Wednesday

Skeleton Tracks (2022)


Michelle Elvy & Marco Sonzogni, ed.: Breach of All Size:
Small Stories on Ulysses, love and Venice
(2022)


Skeleton Tracks

Tell me the word, mother, if you know now. The word known to all men.
You know how it is when you’re in a strange city, especially if you don’t speak the language well? The books you brought with you dry up, and you become desperate for new reading material. You can usually find a book exchange of some sort in most hostels: French and German paperbacks, English potboilers – even some more serious books among them: Goethe’s Faust or (as in this case) Joyce’s Ulysses, left behind, no doubt, by travellers who’d repented of their self-improving zeal.

This time I was in Venice, on Giudecca. I’d just finished reading Snow Falling on Cedars, and was desperate to exchange it before leaving next morning to catch my train south. Ulysses it was.

Not just any copy of Ulysses, though – the one I’d picked up was a special ‘corrected’ version prepared by some German Professor called Hans Walter Gabler. He’d also included a long preface explaining how, by dint of comparing all the manuscript remnants, he’d managed to reconstruct parts of the book even its author had failed to comprehend.

In particular, in the Nighttown sequence, when the ghost of Stephen Dedalus’s mother appears and he asks her for that word, the ‘word known to all men’, Gabler had actually managed to find out what that word was, even though Joyce himself left it out. Not to keep you in suspense, the word turned out to be ‘love’.

Unfortunately for Gabler, the previous owner had included a few press cuttings denouncing the impudence of presuming to know better than a book’s author what it should and shouldn’t contain.

But that’s not what I want to talk about here. Even though I had doubts about reading Gabler’s rather than Joyce’s version, there’s not much else to do on long train journeys, so I did get a chance to study the book in some detail.

In particular, since this was clearly a student text, I was on the lookout for underlinings or marginal notes. There were none. What there were – in Chapter XV: Circe, the one I mentioned above – were little pinprick dots under some of the words. I’d read my fair share of prison-camp books, and I knew that during World War II people used to send coded messages like that.

I started to jot them down as I came to them. This was the result:
the gondola
wait my love
behind the stable
great light
still young
Make of that what you will.


Michelle Elvy & Marco Sonzogni, ed.: Breach of All Size (2022)




(18-19/11/21)

Breach of All Size: Small Stories on Ulysses, love and Venice. Ed. Michelle Elvy
& Marco Sonzogni. Wellington: The Cuba Press, 2022. 80-81.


Problem description: Each line below from the one containing "Task: Click on the label: Quantity" through the one containing "This screenshot has height=504, width=1034." should be output exactly as it stands, and no other line should appear.

Data under study:
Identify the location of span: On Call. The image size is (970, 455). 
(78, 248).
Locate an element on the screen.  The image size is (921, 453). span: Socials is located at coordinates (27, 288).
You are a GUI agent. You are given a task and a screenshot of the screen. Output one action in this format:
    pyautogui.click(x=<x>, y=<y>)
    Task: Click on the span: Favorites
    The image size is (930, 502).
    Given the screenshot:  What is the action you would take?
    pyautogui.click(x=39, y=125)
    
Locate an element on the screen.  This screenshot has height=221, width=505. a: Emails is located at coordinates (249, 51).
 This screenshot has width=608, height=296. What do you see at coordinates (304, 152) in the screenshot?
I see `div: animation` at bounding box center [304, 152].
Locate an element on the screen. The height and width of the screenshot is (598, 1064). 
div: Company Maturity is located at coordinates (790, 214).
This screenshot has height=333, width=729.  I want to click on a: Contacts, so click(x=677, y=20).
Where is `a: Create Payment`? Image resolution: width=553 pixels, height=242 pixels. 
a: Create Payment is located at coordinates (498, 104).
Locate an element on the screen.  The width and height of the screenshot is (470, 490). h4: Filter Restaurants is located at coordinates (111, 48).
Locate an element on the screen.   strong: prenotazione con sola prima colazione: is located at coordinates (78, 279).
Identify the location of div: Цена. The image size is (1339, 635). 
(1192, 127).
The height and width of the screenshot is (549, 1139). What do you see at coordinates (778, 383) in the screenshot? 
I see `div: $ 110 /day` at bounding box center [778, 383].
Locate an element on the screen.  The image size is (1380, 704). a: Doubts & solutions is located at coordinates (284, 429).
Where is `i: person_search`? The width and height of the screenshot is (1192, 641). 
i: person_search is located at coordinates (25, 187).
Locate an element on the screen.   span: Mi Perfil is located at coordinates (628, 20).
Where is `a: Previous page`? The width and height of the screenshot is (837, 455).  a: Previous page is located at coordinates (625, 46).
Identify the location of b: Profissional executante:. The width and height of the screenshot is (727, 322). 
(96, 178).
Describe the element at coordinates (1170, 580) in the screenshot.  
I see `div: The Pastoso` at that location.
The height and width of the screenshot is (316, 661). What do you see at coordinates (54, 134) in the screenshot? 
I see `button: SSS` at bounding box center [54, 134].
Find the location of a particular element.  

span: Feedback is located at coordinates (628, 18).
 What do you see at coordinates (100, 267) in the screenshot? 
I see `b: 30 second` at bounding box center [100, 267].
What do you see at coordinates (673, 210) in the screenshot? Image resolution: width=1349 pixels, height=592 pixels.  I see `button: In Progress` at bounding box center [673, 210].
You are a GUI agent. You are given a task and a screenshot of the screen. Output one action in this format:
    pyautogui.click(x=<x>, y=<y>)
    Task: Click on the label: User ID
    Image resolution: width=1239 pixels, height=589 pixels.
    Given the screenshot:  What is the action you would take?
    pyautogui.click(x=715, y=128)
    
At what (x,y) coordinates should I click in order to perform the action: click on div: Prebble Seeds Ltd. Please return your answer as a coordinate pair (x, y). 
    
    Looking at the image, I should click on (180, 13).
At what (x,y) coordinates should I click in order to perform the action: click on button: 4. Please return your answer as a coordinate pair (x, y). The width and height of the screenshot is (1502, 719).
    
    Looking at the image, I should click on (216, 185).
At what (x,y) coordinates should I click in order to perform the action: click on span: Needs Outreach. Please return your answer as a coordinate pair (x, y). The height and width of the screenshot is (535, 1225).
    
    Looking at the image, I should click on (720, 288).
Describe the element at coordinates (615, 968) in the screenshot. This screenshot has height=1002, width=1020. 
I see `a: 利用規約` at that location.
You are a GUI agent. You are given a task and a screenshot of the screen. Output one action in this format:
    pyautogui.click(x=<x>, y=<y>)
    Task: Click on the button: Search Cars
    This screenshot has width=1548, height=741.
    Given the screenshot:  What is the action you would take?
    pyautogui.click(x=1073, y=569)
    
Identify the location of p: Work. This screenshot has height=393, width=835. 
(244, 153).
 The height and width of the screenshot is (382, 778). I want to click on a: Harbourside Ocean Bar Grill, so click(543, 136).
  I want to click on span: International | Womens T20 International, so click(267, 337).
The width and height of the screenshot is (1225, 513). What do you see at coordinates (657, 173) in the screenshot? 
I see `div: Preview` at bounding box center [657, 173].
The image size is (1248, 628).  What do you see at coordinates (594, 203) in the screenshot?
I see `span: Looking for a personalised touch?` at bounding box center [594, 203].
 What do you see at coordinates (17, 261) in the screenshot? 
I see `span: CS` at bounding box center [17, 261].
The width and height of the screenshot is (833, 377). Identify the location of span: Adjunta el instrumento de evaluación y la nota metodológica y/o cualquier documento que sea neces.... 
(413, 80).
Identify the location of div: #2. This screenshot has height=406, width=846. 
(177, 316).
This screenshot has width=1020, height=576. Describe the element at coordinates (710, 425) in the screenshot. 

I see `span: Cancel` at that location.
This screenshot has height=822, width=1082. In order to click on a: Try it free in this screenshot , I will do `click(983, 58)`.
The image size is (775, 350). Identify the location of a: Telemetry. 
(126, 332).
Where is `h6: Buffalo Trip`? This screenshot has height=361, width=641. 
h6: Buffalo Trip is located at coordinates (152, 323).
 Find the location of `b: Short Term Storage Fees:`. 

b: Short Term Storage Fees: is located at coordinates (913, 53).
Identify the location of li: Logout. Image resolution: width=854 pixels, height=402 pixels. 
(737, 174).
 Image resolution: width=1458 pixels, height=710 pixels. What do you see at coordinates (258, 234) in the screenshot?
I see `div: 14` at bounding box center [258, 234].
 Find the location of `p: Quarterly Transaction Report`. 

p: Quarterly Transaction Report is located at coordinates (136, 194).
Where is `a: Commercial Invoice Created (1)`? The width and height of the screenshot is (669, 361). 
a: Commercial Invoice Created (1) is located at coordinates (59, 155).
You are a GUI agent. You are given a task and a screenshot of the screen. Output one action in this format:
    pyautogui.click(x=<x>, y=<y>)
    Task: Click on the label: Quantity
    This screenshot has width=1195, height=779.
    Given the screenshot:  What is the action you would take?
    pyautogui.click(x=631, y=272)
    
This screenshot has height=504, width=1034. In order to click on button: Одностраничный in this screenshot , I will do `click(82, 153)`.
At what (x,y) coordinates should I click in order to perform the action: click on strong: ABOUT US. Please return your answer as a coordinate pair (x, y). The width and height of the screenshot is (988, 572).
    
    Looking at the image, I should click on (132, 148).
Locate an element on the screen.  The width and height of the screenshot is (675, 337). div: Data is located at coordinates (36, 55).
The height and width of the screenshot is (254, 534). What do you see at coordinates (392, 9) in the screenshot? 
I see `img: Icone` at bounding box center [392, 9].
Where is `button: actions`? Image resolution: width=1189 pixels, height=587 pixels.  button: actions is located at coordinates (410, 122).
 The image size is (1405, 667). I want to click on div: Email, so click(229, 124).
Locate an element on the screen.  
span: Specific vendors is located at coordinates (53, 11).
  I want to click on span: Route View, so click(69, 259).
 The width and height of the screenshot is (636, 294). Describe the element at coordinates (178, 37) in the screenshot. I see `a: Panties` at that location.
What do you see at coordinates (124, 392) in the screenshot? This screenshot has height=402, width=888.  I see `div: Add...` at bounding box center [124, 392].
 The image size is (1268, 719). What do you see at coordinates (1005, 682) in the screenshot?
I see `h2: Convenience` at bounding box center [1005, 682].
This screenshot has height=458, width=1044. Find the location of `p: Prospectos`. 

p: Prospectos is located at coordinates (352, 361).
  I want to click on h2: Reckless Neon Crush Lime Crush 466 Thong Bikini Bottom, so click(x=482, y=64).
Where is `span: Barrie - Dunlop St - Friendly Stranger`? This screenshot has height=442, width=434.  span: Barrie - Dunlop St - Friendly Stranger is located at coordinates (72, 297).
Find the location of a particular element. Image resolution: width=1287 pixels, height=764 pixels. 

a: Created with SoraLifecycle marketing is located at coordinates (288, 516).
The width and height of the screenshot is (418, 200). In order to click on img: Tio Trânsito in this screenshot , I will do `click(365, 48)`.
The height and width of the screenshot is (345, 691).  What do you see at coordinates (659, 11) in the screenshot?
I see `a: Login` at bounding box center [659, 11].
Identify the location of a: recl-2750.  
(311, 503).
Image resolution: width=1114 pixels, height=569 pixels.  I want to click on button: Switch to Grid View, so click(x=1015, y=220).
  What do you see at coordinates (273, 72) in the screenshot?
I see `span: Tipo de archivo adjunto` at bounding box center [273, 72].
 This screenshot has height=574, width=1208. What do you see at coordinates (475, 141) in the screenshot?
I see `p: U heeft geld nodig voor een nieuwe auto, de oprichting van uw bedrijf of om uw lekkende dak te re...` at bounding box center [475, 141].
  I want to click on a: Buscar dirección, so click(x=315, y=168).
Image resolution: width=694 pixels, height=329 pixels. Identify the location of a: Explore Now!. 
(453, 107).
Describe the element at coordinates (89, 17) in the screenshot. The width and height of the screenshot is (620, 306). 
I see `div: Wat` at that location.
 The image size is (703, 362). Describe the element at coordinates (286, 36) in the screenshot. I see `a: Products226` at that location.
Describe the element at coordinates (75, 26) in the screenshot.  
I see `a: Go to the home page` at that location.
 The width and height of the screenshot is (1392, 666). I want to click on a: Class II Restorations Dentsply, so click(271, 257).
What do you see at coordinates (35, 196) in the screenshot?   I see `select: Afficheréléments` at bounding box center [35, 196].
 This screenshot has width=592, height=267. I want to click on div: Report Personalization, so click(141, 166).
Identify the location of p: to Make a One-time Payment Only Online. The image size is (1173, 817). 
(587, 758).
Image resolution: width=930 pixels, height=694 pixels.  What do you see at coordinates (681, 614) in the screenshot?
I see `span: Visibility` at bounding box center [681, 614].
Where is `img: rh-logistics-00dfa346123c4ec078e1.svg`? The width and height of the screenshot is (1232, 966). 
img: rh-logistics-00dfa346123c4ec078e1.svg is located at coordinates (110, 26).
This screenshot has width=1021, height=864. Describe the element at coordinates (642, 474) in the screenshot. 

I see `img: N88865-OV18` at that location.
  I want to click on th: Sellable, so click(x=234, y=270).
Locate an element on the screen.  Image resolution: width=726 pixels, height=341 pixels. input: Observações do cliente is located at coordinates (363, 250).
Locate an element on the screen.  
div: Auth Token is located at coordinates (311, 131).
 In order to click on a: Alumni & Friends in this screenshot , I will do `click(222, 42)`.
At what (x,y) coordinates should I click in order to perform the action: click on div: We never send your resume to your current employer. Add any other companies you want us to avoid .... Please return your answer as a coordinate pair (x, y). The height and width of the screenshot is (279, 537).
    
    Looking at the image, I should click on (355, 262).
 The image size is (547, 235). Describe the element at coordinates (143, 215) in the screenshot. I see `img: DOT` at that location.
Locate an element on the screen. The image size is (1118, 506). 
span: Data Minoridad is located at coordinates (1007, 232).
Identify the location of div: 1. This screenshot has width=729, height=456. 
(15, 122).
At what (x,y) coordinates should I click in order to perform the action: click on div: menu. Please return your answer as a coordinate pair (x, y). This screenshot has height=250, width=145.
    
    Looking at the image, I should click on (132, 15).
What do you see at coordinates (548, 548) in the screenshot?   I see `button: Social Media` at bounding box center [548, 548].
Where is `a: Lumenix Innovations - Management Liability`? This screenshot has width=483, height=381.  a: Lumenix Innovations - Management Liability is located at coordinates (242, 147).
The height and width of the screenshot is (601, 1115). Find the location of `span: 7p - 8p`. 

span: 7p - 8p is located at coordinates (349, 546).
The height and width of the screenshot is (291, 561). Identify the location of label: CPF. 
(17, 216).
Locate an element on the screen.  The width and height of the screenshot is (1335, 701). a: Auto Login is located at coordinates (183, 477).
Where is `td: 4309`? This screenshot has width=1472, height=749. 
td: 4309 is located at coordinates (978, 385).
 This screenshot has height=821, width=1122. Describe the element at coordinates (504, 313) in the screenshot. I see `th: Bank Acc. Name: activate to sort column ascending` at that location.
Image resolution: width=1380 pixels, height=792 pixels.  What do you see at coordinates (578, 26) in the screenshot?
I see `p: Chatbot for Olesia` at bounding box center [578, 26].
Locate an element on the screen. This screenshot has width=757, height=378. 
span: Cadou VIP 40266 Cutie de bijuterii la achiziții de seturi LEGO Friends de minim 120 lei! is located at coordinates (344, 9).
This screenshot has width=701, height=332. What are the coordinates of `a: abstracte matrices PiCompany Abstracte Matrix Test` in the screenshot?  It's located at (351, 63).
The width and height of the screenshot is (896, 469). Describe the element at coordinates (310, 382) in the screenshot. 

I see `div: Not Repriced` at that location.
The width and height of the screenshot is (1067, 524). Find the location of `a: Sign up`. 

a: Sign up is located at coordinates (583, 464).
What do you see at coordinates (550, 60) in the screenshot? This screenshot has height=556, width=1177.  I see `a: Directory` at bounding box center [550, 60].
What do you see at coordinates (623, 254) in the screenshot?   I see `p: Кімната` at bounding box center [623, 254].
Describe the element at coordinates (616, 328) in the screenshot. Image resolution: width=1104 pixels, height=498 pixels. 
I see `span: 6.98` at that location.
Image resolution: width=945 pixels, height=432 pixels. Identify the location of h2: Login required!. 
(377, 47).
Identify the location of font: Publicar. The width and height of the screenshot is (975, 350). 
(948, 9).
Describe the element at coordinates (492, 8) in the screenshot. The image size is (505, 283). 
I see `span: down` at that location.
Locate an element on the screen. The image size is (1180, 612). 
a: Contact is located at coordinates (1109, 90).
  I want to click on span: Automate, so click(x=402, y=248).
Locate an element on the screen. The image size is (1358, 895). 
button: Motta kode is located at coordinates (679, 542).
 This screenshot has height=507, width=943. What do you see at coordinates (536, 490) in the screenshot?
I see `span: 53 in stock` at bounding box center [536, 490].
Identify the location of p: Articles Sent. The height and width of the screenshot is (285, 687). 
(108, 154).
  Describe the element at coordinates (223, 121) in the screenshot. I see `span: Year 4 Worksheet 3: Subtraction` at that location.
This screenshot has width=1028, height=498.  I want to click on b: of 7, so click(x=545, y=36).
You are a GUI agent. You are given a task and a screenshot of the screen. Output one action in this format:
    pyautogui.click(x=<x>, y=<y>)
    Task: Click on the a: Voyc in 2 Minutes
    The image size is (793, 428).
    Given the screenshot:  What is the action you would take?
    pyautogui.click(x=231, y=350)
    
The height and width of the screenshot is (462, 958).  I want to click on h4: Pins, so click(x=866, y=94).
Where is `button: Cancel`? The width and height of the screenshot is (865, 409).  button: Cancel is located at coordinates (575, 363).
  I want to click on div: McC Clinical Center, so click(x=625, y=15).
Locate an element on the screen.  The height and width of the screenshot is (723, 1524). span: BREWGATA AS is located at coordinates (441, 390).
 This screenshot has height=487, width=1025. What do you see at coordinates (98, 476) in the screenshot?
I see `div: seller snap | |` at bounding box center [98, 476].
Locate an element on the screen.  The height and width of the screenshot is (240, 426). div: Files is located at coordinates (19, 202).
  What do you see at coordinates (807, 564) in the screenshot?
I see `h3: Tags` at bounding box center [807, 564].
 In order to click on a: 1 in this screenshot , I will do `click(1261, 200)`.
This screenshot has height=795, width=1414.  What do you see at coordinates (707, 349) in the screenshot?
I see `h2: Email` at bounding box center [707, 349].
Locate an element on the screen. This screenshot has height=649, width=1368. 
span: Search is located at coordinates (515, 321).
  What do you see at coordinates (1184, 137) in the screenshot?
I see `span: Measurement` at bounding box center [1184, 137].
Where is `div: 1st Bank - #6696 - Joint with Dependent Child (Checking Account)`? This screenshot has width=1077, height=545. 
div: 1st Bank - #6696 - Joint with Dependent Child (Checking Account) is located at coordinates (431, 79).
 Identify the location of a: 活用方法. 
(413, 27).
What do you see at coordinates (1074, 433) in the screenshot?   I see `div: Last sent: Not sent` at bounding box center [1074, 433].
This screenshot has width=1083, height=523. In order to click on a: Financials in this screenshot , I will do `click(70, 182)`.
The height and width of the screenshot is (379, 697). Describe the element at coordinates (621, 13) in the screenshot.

Task solution:
    Task: Click on the label: Quantity
    This screenshot has width=1195, height=779.
    Given the screenshot:  What is the action you would take?
    pyautogui.click(x=631, y=272)
    
This screenshot has height=504, width=1034. In order to click on button: Одностраничный in this screenshot , I will do `click(82, 153)`.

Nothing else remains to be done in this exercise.